November 20, 2009 (HP25). Last year, the APS journals took the initiative to highlight exceptional papers from the Physical Review journals. We find this initiative to be most useful and decided to include superconductivity-related papers highlighted by Physics in our list of literature “Resources” (see the right column of the ESNF home page). Below we cite the (slightly edited) introductory note about Physics:
“Physicists are drowning in a flood of research papers in their own fields and coping with an even larger deluge in other areas of physics. The Physical Review journals alone published over 18,000 papers last year. How can an active researcher stay informed about the most important developments in physics?
Physics highlights exceptional papers from the Physical Review journals. To accomplish this, Physics features expert commentaries written by active researchers who are asked to explain the results to physicists in other subfields. These commissioned articles are edited for clarity and readability across fields and are accompanied by explanatory illustrations.

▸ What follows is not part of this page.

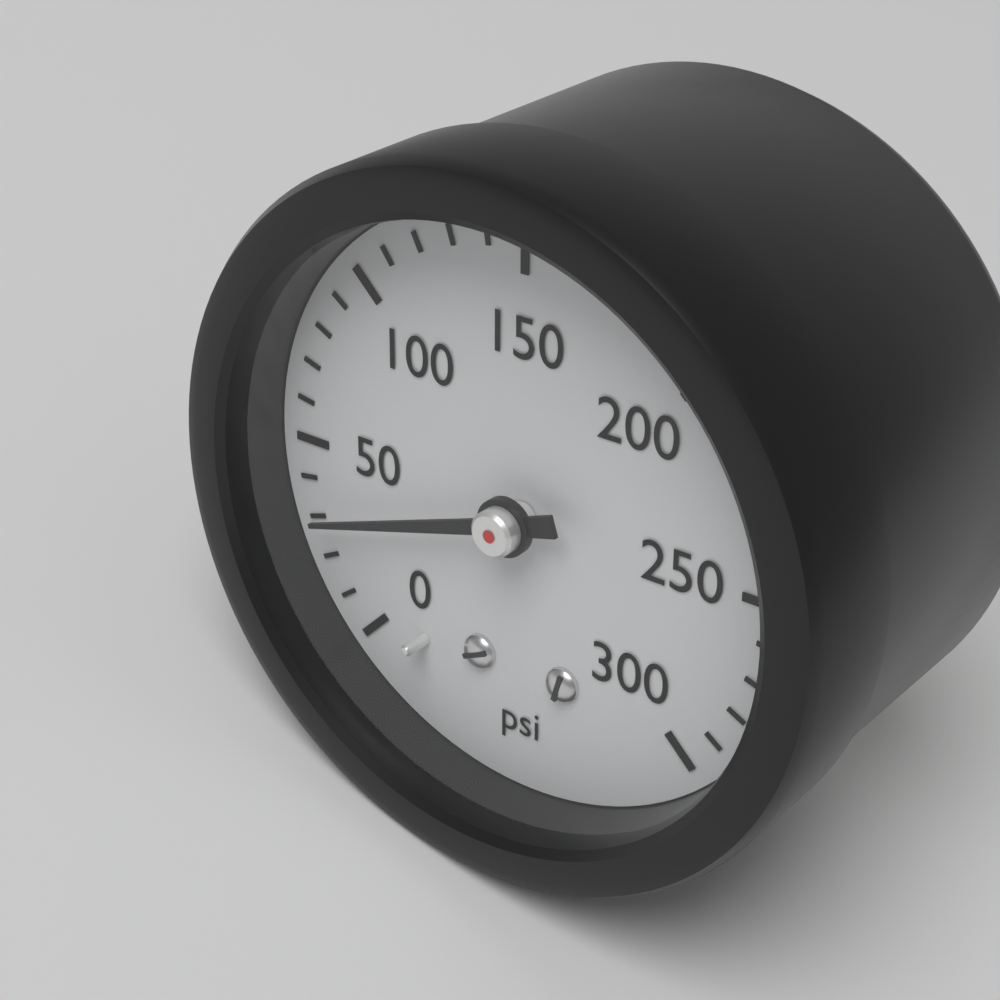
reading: 30 psi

Each week, editors from each of the Physical Review journals choose papers that merit this treatment, aided by referee comments and internal discussion. They select commentary authors from around the world who are known for their expertise and communication skills and devote much effort to editing these commentaries for broad accessibility.

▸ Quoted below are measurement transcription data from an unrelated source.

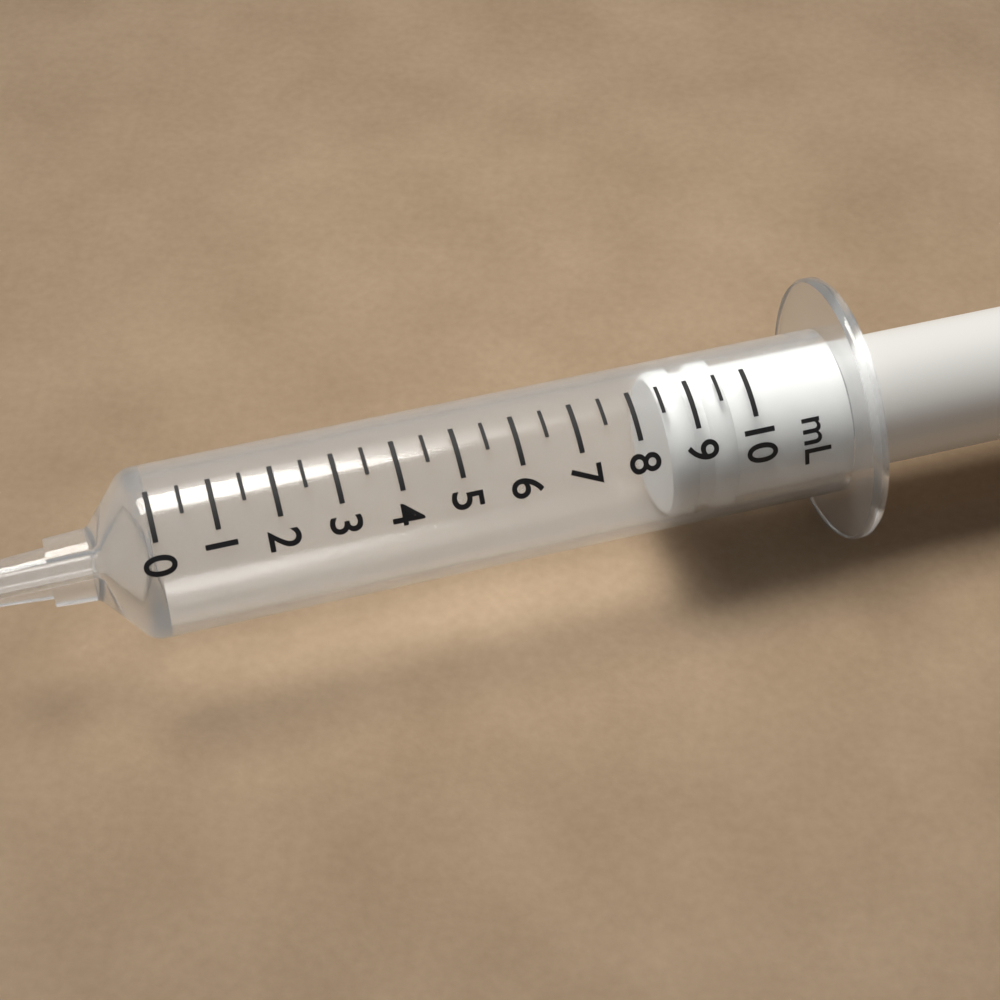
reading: 8.5 mL
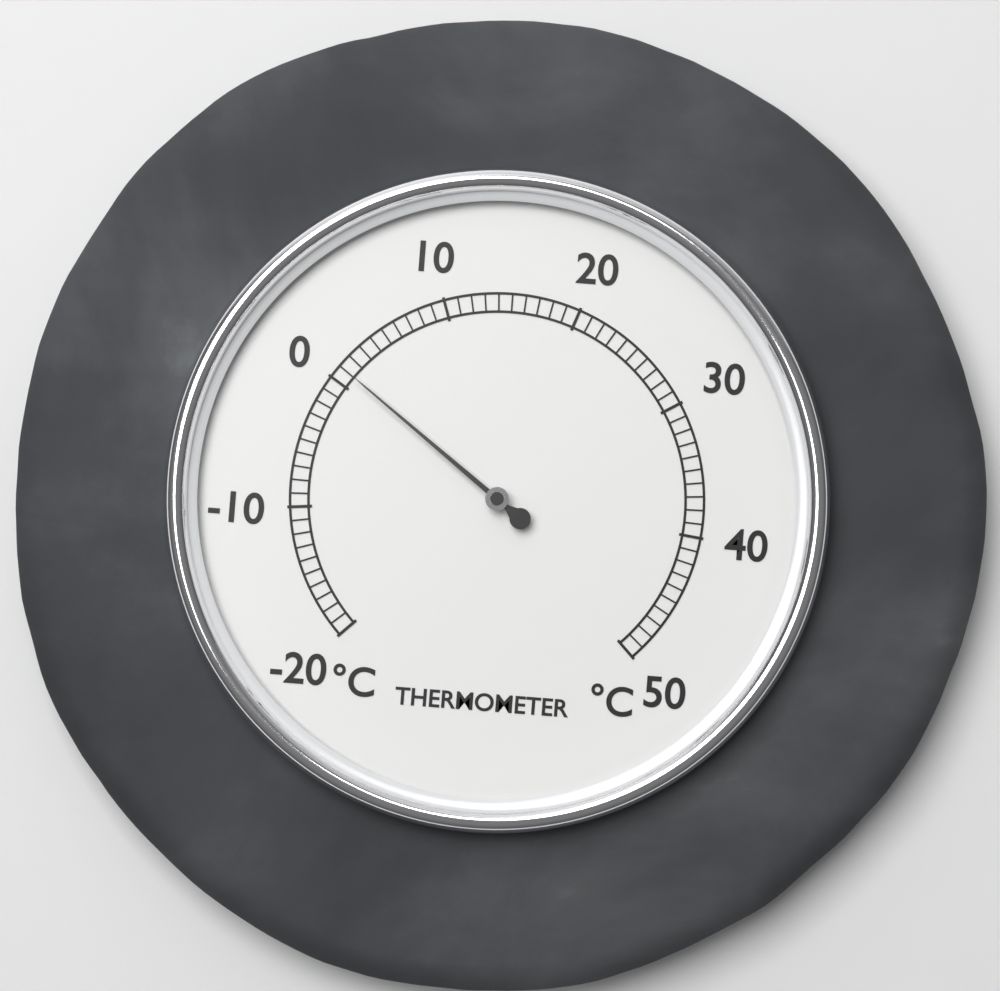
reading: 1 °C
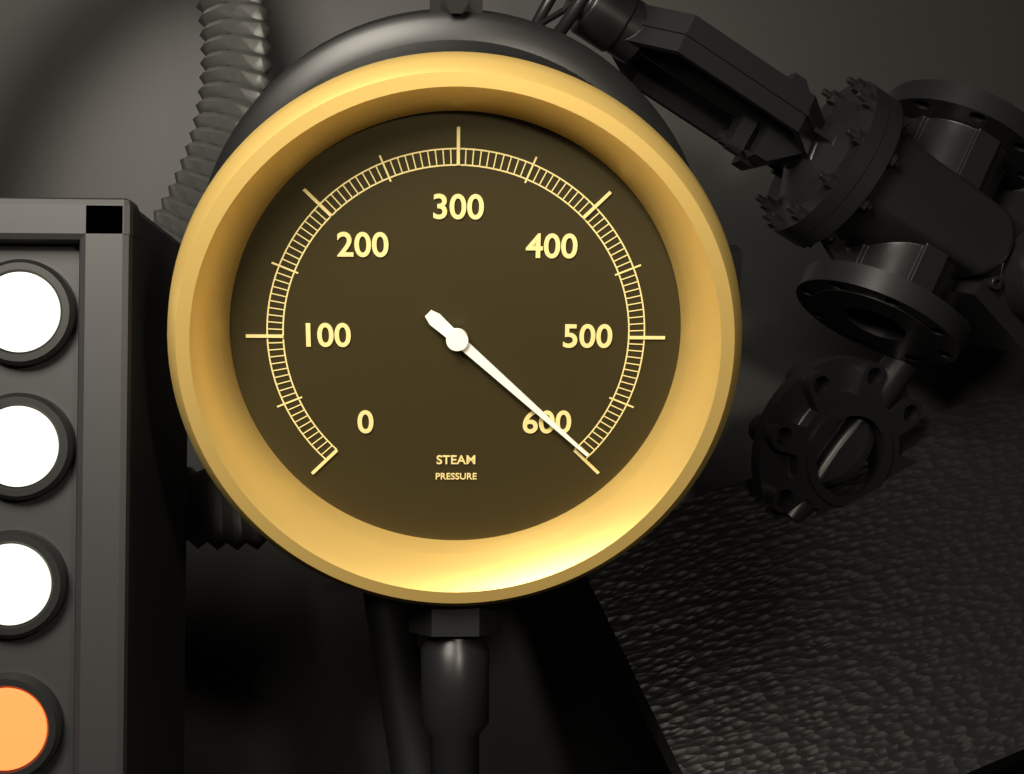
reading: 595 (no unit)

Physics features three kinds of articles: Viewpoints are essays of approximately 1000–1500 words that focus on a single Physical Review paper or PRL letter and put this work into broader context. Trends are concise review articles (3000–4000 words in length) that survey a particular area and look for interesting developments in that field. Synopses (200 words) are staff-written distillations of interesting and important papers each week. In addition, Physics intends to publish selected Letters to the Editor to allow readers a chance to comment on the commentaries and summaries.
Physics provides a much-needed guide to the best in physics; its Editors welcome your comments (
).”
The link to Physics we now include in our “Resources” list leads to papers in superconductivity selected by editorsof Physical Review journals. Sometime, this selection is a bit restrictive. Therefore, we recommend to interested readers to directly subscribe to the Physics “e-mail alerts” service: http://physics.aps.org/email_alerts.
-
Viewpoint: Can superconducting rings provide clues to the early development of the universe?
John R. Kirtley, Francesco Tafuri, Physics 2, 92 (2009) – Published November 2, 2009. - Synopsis: A way to distinguish quantum noise - Published November 16, 2009.